29 maio 2007

A informação quer ser uma miscelânea


Everything is Miscellaneous (Prólogo):
But we all know how reality works, so why worry about what might be possible in some sci-fi alternative universe?

Because the alternative universe exists. Every day, more of our life is lived there. It’s called the digital world.

Instead of atoms that take up room, it’s made of bits.

Instead of making us walk long aisles, in the digital world everything is only a few clicks away.

Instead of having to be the same way for all people, it can instantly rearrange itself for each person and each person’s current task.

Instead of being limited by space and operational simplicity in the number of items it can stock, the digital world can include every item and variation the buyers at Staples could possibly want.

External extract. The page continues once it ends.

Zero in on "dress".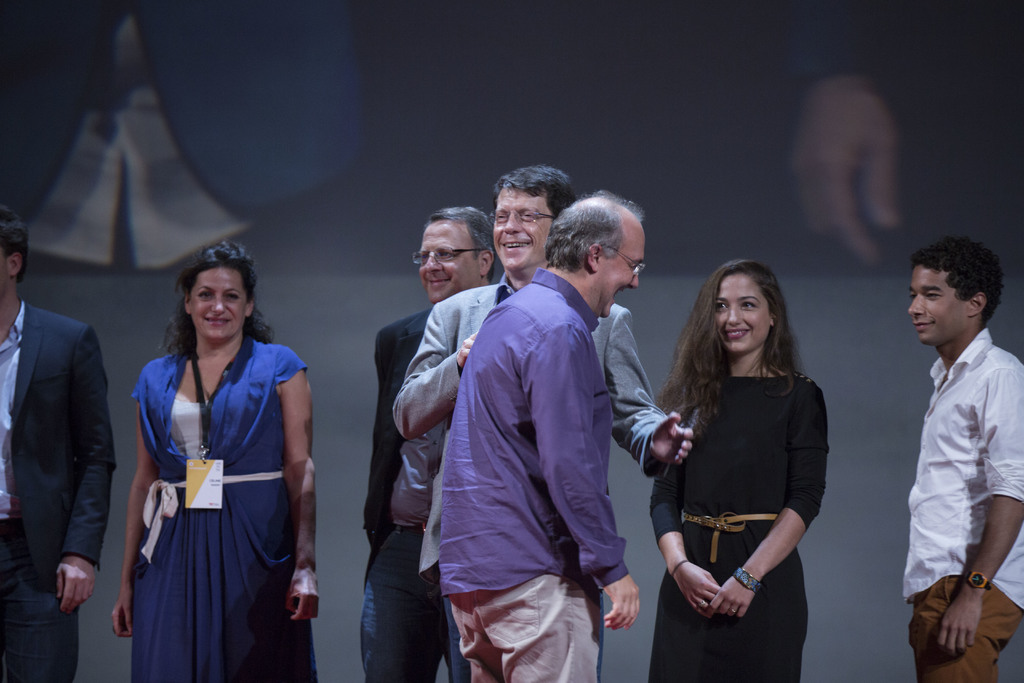
Zeroed in: region(634, 367, 836, 682).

Instead of items being placed in one area of the store, or occasionally in two, they can be classified in every different category in which users might conceivably expect to find them.

Instead of living in the neat, ordered shelves we find in the Prototype Labs, items can be jumbled digitally and sorted out only when and how a user wants to look for them.

Those differences are significant. But they’re just the starting point. For something much larger is at stake than how we lay out our stores. The physical limitations that silently guide the organization of an office supply store also guide how we organize our businesses, our government, our schools. They have guided—and limited—how we organize knowledge itself. From management structures to encyclopedias, to the courses of study we put our children through, to the way we decide what’s worth believing, we have organized our ideas with principles designed for use in a world limited by the laws of physics.

Suppose that now, for the first time in history, we are able to arrange our concepts without the silent limitations of the physical. How might our ideas, organizations, and knowledge itself change?

That journey will take us from Aristotle to the quiet psychology professor in Berkeley, California, who proved him wrong. From scientists trying to number living things to the businesses that are deciding that if they make their information messier, it’ll be easier to find. From the eighteenth-century encyclopedists who were accused of violating God’s order because they arranged topics alphabetically to the world’s first encyclopedia without editors, page limits, or order.

And here’s a hint about what we will find. As we invent new principles of organization that make sense in a world of knowledge freed from physical constraints, information doesn’t just want to be free. It wants to be miscellaneous.

Capítulo 1: The New Order of Order: We have entire industries and institutions built on the fact that the paper order severely limits how things can be organized. Museums, educational curricula, newspapers, the travel industry, and television schedules are all based on the assumption that in the second-order world, we need experts to go through information, ideas, and knowledge and put them neatly away.